Study: Arming The Immune System To Recognize Foreign Invaders

New TGen Study To Combat Pancreatic Cancer

The Seena Magowitz Foundation Releases $200,000
Toward A Total Grant of $1 Million To Fund The Study

The Translational Genomics Research Institute (TGen), an affiliate of City of Hope, has launched a new study intended to discover how to use the body’s immune system to treat patients with pancreatic cancer.

“Pancreatic cancer is notoriously known to be resistant to treatments, including resistance to immune therapies,” said Haiyong Han, Ph.D., a Professor in TGen’s Molecular Medicine Division.

Deep within the body, pancreatic cancer tumor cells create their own microenvironment that shields the cancer from being attacked and killed by the patient’s immune system, Dr. Han explained, “We are investigating new therapeutic approaches that can modulate the pancreatic tumor microenvironment and render the tumor vulnerable, or responsive, to treatment by immunotherapies.”

Proteins found on the surface of tumor cells bind to proteins on the surface of cancer-killing immune cells, including T cells. This binding creates an “immune checkpoint,” preventing the T cells from attacking the patient’s cancer.

Treatments involving antibodies that block the immune checkpoints, known as “checkpoint inhibitors,” have worked on other tumors, most notably in lung and melanoma cancers. But they have so far proven unsuccessful in pancreatic cancer.

Dr. Haiyong Han’s study will look at using immune checkpoint inhibitors, such as antibodies against PD-L1, PD-1, and CTLA-4. These antibodies can undo the immune checkpoint, thereby allowing the T cells to kill the tumor cells.

“Checkpoint inhibitors have shown dramatic activity in defeating some types of cancer. One of the main reasons for the inactivity of checkpoint inhibitors in pancreatic cancer is due to this malignancy’s unique tumor microenvironment, which is void of cancer-killing immune cells known as infiltrating lymphocytes, including T cells,” explained Dr. Han. “We are testing agents that target gene regulatory elements, known as super-enhancers, to disrupt the pancreatic tumor microenvironment, making the cancer vulnerable again to the immune system.”

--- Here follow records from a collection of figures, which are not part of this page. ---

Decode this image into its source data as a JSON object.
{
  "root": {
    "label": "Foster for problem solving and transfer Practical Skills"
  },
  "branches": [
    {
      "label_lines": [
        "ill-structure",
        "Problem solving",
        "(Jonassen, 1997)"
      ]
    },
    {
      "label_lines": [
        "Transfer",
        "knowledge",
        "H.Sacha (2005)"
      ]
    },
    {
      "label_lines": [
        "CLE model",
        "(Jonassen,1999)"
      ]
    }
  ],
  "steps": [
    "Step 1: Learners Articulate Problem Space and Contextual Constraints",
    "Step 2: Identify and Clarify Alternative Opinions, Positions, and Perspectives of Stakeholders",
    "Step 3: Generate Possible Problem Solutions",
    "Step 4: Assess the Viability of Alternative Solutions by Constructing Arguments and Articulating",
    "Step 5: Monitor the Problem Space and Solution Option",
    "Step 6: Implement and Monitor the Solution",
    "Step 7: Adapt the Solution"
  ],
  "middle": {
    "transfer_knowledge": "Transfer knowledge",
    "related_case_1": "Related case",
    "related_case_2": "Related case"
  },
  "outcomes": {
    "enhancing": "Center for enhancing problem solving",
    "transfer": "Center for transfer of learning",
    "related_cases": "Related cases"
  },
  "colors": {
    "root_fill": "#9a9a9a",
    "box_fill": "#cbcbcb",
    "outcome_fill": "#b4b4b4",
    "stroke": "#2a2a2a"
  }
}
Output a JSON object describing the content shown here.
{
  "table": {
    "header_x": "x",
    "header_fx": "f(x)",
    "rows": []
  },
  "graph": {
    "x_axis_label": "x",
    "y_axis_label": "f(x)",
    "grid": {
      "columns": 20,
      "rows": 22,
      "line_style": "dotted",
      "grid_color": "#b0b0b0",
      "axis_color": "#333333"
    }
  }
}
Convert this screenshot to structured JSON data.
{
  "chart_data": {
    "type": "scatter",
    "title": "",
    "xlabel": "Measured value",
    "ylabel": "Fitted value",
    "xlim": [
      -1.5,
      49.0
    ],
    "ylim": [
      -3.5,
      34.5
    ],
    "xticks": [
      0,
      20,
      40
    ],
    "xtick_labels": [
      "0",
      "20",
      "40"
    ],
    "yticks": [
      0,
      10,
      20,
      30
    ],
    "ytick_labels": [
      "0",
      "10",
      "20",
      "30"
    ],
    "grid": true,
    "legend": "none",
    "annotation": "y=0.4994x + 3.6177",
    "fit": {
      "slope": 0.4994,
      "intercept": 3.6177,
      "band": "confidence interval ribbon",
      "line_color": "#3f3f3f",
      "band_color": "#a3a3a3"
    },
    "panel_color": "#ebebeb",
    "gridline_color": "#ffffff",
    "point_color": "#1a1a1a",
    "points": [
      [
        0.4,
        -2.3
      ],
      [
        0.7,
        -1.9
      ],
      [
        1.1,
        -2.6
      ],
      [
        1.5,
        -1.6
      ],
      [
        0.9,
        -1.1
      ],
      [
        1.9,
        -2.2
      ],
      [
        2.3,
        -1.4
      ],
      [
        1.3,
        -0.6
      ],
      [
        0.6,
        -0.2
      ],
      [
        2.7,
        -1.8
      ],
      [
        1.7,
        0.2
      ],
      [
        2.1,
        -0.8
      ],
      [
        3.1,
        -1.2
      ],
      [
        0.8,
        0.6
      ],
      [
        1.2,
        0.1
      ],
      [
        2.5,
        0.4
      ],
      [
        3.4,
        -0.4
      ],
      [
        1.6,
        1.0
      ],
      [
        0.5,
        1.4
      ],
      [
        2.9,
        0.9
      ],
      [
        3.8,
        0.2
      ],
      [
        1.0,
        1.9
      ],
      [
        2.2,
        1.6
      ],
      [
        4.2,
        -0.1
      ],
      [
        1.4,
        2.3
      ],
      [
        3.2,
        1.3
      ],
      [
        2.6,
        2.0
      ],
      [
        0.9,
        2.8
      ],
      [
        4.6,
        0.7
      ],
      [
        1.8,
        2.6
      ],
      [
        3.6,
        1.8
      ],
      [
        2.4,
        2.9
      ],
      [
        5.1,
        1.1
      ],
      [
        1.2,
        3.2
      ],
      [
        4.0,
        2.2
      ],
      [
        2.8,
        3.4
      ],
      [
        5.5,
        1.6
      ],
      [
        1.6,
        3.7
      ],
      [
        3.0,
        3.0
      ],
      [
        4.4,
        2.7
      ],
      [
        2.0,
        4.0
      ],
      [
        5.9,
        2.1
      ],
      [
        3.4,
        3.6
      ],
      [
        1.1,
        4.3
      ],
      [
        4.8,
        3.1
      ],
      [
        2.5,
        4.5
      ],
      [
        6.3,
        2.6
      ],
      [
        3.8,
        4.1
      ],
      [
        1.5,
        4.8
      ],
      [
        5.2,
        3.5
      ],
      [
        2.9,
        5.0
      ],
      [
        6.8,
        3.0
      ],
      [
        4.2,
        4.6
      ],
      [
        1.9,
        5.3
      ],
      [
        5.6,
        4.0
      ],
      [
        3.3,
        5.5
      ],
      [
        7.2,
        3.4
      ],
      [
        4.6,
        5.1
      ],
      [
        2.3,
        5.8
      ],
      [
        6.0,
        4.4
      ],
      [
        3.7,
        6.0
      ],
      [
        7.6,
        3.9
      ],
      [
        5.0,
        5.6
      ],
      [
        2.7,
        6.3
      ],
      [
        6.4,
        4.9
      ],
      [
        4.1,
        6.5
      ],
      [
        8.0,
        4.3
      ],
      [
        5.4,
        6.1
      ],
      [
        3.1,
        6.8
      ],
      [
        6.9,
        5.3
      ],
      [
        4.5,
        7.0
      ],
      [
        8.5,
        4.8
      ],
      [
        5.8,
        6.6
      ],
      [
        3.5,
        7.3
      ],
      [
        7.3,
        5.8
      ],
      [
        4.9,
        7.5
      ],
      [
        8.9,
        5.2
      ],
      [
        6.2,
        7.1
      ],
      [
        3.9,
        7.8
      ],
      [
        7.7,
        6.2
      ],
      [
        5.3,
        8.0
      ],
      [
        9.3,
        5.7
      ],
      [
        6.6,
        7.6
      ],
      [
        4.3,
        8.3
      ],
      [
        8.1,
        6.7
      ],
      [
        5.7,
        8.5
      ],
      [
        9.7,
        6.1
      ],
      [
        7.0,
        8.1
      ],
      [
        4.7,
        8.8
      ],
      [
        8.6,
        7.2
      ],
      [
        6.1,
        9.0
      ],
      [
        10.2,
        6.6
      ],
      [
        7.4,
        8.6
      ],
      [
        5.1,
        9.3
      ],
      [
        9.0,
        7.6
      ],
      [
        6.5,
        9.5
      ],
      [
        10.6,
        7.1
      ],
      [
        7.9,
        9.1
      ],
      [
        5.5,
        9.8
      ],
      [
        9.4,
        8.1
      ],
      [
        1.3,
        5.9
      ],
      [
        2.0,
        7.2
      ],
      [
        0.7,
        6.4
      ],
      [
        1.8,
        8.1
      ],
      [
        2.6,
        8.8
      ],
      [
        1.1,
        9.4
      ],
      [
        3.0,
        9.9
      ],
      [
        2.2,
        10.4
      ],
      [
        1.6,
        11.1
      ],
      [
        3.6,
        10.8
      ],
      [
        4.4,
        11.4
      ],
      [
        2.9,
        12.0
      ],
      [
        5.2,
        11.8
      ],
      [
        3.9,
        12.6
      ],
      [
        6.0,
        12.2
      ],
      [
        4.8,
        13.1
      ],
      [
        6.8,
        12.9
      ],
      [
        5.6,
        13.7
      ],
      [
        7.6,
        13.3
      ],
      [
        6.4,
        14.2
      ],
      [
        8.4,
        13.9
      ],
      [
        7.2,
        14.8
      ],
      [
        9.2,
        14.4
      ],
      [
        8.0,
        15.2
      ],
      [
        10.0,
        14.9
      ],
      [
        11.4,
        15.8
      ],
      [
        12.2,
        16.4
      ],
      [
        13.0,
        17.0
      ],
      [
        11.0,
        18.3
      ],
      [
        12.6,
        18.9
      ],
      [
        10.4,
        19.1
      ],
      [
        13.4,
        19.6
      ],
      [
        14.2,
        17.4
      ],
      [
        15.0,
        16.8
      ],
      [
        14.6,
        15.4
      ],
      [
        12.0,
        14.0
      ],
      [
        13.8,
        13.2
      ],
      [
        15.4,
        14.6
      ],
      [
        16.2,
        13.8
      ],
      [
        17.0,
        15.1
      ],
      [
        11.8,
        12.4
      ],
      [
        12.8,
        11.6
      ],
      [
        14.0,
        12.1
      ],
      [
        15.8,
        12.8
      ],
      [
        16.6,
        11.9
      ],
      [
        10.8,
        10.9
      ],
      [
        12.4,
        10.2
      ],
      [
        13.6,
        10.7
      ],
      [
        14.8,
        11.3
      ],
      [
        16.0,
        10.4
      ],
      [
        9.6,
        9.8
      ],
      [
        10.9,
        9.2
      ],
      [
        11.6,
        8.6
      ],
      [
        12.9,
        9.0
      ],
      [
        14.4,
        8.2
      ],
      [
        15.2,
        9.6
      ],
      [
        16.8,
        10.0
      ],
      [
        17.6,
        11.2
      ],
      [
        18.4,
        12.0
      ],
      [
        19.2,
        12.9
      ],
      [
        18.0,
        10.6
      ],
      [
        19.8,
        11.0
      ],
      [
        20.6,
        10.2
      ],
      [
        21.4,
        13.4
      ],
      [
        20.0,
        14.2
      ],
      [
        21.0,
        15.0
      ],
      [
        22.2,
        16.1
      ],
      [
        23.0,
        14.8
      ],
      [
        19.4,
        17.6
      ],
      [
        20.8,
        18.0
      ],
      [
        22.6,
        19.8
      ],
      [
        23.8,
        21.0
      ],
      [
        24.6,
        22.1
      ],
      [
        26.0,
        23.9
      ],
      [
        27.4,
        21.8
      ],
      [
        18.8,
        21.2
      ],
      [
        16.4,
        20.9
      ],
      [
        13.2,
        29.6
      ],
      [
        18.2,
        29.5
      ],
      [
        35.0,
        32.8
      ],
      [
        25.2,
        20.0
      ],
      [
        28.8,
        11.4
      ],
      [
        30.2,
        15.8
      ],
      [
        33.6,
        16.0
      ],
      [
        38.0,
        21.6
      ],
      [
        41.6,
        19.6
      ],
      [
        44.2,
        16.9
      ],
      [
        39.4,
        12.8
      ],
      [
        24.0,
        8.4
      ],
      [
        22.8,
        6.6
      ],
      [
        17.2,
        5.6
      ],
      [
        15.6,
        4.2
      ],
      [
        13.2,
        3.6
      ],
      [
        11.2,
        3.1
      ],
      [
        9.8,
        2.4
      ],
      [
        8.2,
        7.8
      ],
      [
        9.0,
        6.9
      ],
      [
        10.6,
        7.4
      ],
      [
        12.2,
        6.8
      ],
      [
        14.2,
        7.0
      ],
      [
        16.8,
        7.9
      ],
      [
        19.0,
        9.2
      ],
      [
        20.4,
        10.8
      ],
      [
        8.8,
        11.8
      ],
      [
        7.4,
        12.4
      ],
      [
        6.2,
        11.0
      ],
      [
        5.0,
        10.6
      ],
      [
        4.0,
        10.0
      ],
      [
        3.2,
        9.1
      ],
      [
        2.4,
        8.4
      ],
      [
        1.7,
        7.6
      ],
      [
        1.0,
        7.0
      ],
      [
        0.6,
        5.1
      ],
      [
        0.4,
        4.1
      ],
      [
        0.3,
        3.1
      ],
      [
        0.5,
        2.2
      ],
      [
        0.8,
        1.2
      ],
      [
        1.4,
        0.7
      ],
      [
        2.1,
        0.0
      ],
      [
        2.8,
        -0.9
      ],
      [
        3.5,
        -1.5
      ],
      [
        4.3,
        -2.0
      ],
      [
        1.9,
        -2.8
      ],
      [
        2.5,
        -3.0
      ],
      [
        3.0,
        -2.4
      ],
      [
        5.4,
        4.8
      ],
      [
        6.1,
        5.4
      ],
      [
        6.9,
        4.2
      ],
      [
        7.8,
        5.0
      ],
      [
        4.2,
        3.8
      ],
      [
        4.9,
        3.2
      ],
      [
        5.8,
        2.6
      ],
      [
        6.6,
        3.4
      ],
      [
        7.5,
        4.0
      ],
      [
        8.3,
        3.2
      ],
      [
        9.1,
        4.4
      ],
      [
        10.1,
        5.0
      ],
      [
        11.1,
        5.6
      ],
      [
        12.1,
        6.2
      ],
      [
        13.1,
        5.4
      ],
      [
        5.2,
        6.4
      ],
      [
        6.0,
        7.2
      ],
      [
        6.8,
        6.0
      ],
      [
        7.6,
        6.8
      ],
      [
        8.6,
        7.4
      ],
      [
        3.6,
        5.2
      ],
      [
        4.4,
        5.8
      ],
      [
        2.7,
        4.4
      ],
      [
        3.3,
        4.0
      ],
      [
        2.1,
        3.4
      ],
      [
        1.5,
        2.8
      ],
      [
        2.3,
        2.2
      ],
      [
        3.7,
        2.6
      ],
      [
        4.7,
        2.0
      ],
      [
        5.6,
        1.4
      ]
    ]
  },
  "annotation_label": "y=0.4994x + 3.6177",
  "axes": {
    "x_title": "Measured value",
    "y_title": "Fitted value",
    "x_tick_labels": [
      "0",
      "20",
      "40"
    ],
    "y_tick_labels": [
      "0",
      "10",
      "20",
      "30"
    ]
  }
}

Dr. Daniel Von Hoff, M.D., TGen Distinguished Professor who is designing the clinical trials that will be based on this work, puts the study into perspective: “Based on preliminary laboratory work done by Dr. Han and his team, we are very excited that this approach will further ‘arm’ a patient’s immune system (their T cells) so they do their job – killing the cancer cells.”
Roger Magowitz, who founded the Seena Magowitz Foundation in memory of his mother “Seena” who passed away of pancreatic cancer, said he is excited about this new phase of TGen research in immunotherapy.

“Pancreatic cancer is one of the most difficult-to-treat of all cancers, and we are pleased to contribute to the potential scientific breakthroughs being pursued by TGen,” Magowitz said.

The grant  for the study were generated by an extremely successful annual golf classic organized over the past two decades by the Seena Magowitz Foundation. However, because of the COVID pandemic, the tournament had to be indefinitely postponed in 2020 and 2021. Instead, the Foundation has been raising funds to fight pancreatic cancer a series of Virtual Events.